EU Policy Framework on the topic of Sustainable Mobility

In recent years planners have been unanimous about the need to stimulate sustainable development of cities throughout the world. With the term “sustainable” scientists mean that the economic development of cities should be self-controlled not to undermine future ability of the urban economy to thrive.

The limits of growth

Nature has the ability to feed all species and regenerate what is consumed by them. Traditional civilizations had long ago studied this miracle and lived in a way which did not threaten natural mechanisms of production. After industrial revolution mankind replaced human natural power with machines and felt more powerful, able to overcome natural limits. This myth of our ability to achieve unlimited growth and improve constantly our way of living with the help of technology without effort and without the help of nature stimulated a rapid absorption of energy sources and destroyed in the same time natural mechanisms of energy regeneration like forests.   About two centuries were needed from 18th (Industrial Revolution) to 20th century  (First Worldwide Energy Crisis) for people to understand the consequences of this unrespectful behavior. At 1972 Meadows couple, Randers and Behrens published the first relative paper: “The limits of Growth” and proved scientifically that if decision-makers do not control economic development, the global economy will collapse due to the extinction of natural resources and uncontrolled environmental pollution. This raised an ethical question: Do we have the right to enjoy a high quality of living based on uncontrolled development and in the same time compromise the ability of future generations to meet their own needs?

Planners answered this ethical question negatively and worldwide global policies and also urban policies claim to be sustainable, meaning that they will respect nature and not threaten the ability of future generations to thrive.

According to IPCC Special Report on the impacts of global warming of 2018 three are the main mechanisms of global warming which threatens Earth’s ecosystem: Industry production, warming of buildings and transportation of people and goods. Under the term “sustainable transportation” or “sustainable mobility” policies are included which claim to achieve better use of natural resources to move people and goods and reduce the impact of those activities on global warming.

The social aspects of transportation

The ability to move from one place to another is a prerequisite for our existence and well-being. In densely populated cities free land to produce food is scarce and water is not clean. Without transportation we have no access on food and clean water, from the ancient years ships and animals were used and expensive aqueducts were constructed to bring food and clean water into the cities. Without transportation we have no social relations: we meet our neighbors and friends on the street when we exit our home or when we travel to their homeplaces. Without transportation there is no economy: people and products must meet each other. Finally without transportation there is also no health: doctors and patients must also be able to reach each other.

Controlling mobility would certainly be unacceptable. Mobility is freedom, if we want to punish people we prison them, in other words do not allow them to move freely. We learned the side-effects of mobility control during the COVID health crisis.. The most important consequence would be the drop of our social and economic activities. The control of our freedom to meet people has negative impact on our mood, thinking and behavior. The drop of economic activities would lead more people to working uncertainty and desperation.

Sustainable mobility policies

Sustainable mobility policies try to make more use of natural sources of power. The aim is not control the freedom of movement, instead to reduce the energy consumption for transportation. The most eco-friendly source of power is human energy. Nature has the ability to vanish the side-effects of producing energy through human bodies, but it cannot absorb the by-products of using machines to produce the necessary energy to move from one place to another.  Walking and cycling undoubtedly lie at the hearth of sustainable mobility policies because if we use our body there is no limit of movement, because there is no impact on the environment.

Besides the positive effect of walking and cycling policies on the planet, sustainable mobility policies in the post-COVID era are also about stimulating human contact. Car occupancy and use led to the transformation of modern cities which altered significantly our way of living. 1961 Lewis Mumford, a famous geographer and sociologist, wrote about the social transformation of the cities: residents in the big cities stopped to visit their local stores and groceries, stopped to visit their neighbors to learn local news communicating face to face with people they know, instead they use their car to shop at faceless supermarkets and their radio to learn news: A lonely crowd easily manipulated by the political elite. Nowadays, the raise of internet and smartphone use and the fear of virus infection has even more stimulated human less contact. People who do not know their local social and physical environment are uneducated people with no local identity, uninterested on local affairs and easily influenced by extremists. Human contact lies at the heart of democracy.

On the other side of the spectrum, mobility based on walking and cycling – which is also called active mobility because we activate our muscular power to move – is a not a far-reaching mobility. Local neighborhood stores which cannot offer cheaper products than big supermarkets but they can offer quality and locality can flourish if mobility is based on short-distance trips. Urban planners are trying to divide huge car-oriented cities again to 15 minutes -walking units with local autonomy reinventing the traditional social sense of neighborhoods which got gradually lost due to extensive car use. This urban model is called “15 minutes cities”.

Conclusively, sustainable mobility is not only about protecting the planet, but mainly to reshape car-oriented contactless cities into social, active, human communities.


**What you will do:** Write out the entries below once more, exactly, with the pictures left out.

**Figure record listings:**
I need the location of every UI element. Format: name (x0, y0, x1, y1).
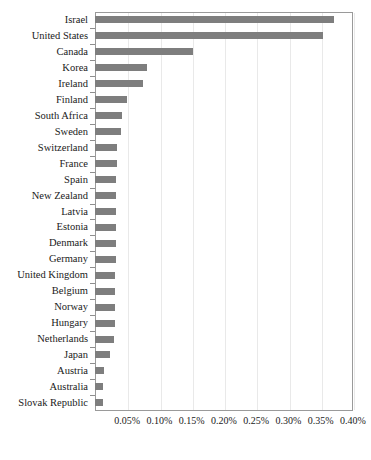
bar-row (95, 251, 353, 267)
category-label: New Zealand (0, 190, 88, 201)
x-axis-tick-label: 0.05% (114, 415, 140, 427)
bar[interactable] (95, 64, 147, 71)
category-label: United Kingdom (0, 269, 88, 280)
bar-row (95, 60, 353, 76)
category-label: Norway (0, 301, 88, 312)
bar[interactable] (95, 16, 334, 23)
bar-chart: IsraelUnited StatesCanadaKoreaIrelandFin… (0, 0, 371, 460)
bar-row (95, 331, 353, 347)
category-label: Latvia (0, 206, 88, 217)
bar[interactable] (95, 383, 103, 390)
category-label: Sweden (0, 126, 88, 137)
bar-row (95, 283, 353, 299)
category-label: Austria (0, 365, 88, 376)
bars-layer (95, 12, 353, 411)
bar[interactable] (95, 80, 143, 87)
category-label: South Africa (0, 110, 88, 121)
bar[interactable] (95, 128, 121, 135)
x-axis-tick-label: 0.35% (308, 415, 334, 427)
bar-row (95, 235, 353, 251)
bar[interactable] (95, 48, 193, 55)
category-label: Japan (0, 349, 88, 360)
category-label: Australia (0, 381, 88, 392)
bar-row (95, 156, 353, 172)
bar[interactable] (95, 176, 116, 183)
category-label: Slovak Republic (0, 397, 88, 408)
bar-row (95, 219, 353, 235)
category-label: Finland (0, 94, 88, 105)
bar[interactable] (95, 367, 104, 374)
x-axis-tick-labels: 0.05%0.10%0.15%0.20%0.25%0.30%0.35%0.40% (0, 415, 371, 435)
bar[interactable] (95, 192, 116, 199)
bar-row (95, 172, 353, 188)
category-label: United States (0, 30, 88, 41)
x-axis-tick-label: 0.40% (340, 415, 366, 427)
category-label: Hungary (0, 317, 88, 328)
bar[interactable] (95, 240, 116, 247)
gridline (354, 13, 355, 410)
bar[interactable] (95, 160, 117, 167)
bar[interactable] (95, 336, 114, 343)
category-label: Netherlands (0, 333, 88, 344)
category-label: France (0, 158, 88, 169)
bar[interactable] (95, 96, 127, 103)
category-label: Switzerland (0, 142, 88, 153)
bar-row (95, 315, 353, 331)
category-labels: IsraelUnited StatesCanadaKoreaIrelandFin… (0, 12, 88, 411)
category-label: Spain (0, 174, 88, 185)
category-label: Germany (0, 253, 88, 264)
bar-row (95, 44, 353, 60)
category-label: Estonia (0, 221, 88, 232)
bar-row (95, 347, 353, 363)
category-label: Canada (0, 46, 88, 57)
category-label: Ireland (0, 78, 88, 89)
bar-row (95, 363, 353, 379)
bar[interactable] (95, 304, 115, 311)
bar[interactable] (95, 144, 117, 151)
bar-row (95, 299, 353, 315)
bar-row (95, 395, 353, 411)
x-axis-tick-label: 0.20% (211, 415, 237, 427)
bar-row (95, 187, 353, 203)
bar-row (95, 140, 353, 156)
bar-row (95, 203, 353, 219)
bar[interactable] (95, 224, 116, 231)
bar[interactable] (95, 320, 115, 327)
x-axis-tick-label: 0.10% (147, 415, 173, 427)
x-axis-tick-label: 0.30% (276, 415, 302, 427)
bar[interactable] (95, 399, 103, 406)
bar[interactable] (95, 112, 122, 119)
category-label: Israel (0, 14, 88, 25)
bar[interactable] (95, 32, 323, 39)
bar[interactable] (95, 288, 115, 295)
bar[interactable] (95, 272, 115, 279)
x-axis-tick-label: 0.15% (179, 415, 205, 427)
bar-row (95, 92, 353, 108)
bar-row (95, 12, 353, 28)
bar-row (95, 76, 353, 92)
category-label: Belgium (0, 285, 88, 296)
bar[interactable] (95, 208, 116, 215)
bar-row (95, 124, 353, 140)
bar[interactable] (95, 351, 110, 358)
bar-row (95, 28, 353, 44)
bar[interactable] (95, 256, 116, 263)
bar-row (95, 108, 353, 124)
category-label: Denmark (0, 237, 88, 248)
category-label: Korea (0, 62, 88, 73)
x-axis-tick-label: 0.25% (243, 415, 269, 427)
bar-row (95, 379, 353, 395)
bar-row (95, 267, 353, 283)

**Your response:**
I need the location of every UI element. Format: name (x0, y0, x1, y1).
bar-row (95, 251, 353, 267)
category-label: New Zealand (0, 190, 88, 201)
x-axis-tick-label: 0.05% (114, 415, 140, 427)
bar[interactable] (95, 64, 147, 71)
category-label: United Kingdom (0, 269, 88, 280)
bar-row (95, 60, 353, 76)
category-label: Norway (0, 301, 88, 312)
bar[interactable] (95, 16, 334, 23)
bar-chart: IsraelUnited StatesCanadaKoreaIrelandFin… (0, 0, 371, 460)
bar-row (95, 331, 353, 347)
category-label: Latvia (0, 206, 88, 217)
bar[interactable] (95, 383, 103, 390)
category-label: Sweden (0, 126, 88, 137)
bar-row (95, 283, 353, 299)
category-label: Austria (0, 365, 88, 376)
bars-layer (95, 12, 353, 411)
bar[interactable] (95, 80, 143, 87)
category-label: South Africa (0, 110, 88, 121)
bar[interactable] (95, 128, 121, 135)
x-axis-tick-label: 0.35% (308, 415, 334, 427)
bar-row (95, 235, 353, 251)
bar[interactable] (95, 48, 193, 55)
category-label: Japan (0, 349, 88, 360)
category-label: Australia (0, 381, 88, 392)
bar-row (95, 156, 353, 172)
bar[interactable] (95, 176, 116, 183)
category-label: Slovak Republic (0, 397, 88, 408)
bar-row (95, 219, 353, 235)
category-label: Finland (0, 94, 88, 105)
bar[interactable] (95, 367, 104, 374)
x-axis-tick-labels: 0.05%0.10%0.15%0.20%0.25%0.30%0.35%0.40% (0, 415, 371, 435)
bar[interactable] (95, 192, 116, 199)
bar-row (95, 172, 353, 188)
category-label: United States (0, 30, 88, 41)
x-axis-tick-label: 0.40% (340, 415, 366, 427)
category-label: Hungary (0, 317, 88, 328)
bar[interactable] (95, 240, 116, 247)
gridline (354, 13, 355, 410)
bar[interactable] (95, 160, 117, 167)
bar[interactable] (95, 336, 114, 343)
category-label: Netherlands (0, 333, 88, 344)
category-label: France (0, 158, 88, 169)
bar[interactable] (95, 96, 127, 103)
category-label: Switzerland (0, 142, 88, 153)
bar-row (95, 315, 353, 331)
category-labels: IsraelUnited StatesCanadaKoreaIrelandFin… (0, 12, 88, 411)
category-label: Spain (0, 174, 88, 185)
category-label: Germany (0, 253, 88, 264)
bar-row (95, 44, 353, 60)
category-label: Estonia (0, 221, 88, 232)
bar-row (95, 347, 353, 363)
category-label: Canada (0, 46, 88, 57)
category-label: Ireland (0, 78, 88, 89)
bar-row (95, 363, 353, 379)
bar[interactable] (95, 304, 115, 311)
bar[interactable] (95, 144, 117, 151)
bar-row (95, 299, 353, 315)
bar-row (95, 395, 353, 411)
x-axis-tick-label: 0.20% (211, 415, 237, 427)
bar-row (95, 187, 353, 203)
bar-row (95, 140, 353, 156)
bar-row (95, 203, 353, 219)
bar[interactable] (95, 224, 116, 231)
bar[interactable] (95, 320, 115, 327)
x-axis-tick-label: 0.10% (147, 415, 173, 427)
x-axis-tick-label: 0.30% (276, 415, 302, 427)
bar[interactable] (95, 399, 103, 406)
bar[interactable] (95, 112, 122, 119)
category-label: Israel (0, 14, 88, 25)
bar[interactable] (95, 32, 323, 39)
bar[interactable] (95, 288, 115, 295)
bar[interactable] (95, 272, 115, 279)
x-axis-tick-label: 0.15% (179, 415, 205, 427)
bar-row (95, 92, 353, 108)
bar-row (95, 12, 353, 28)
bar-row (95, 76, 353, 92)
category-label: Belgium (0, 285, 88, 296)
bar[interactable] (95, 208, 116, 215)
bar-row (95, 124, 353, 140)
bar[interactable] (95, 351, 110, 358)
bar-row (95, 28, 353, 44)
bar[interactable] (95, 256, 116, 263)
bar-row (95, 108, 353, 124)
category-label: Denmark (0, 237, 88, 248)
category-label: Korea (0, 62, 88, 73)
x-axis-tick-label: 0.25% (243, 415, 269, 427)
bar-row (95, 379, 353, 395)
bar-row (95, 267, 353, 283)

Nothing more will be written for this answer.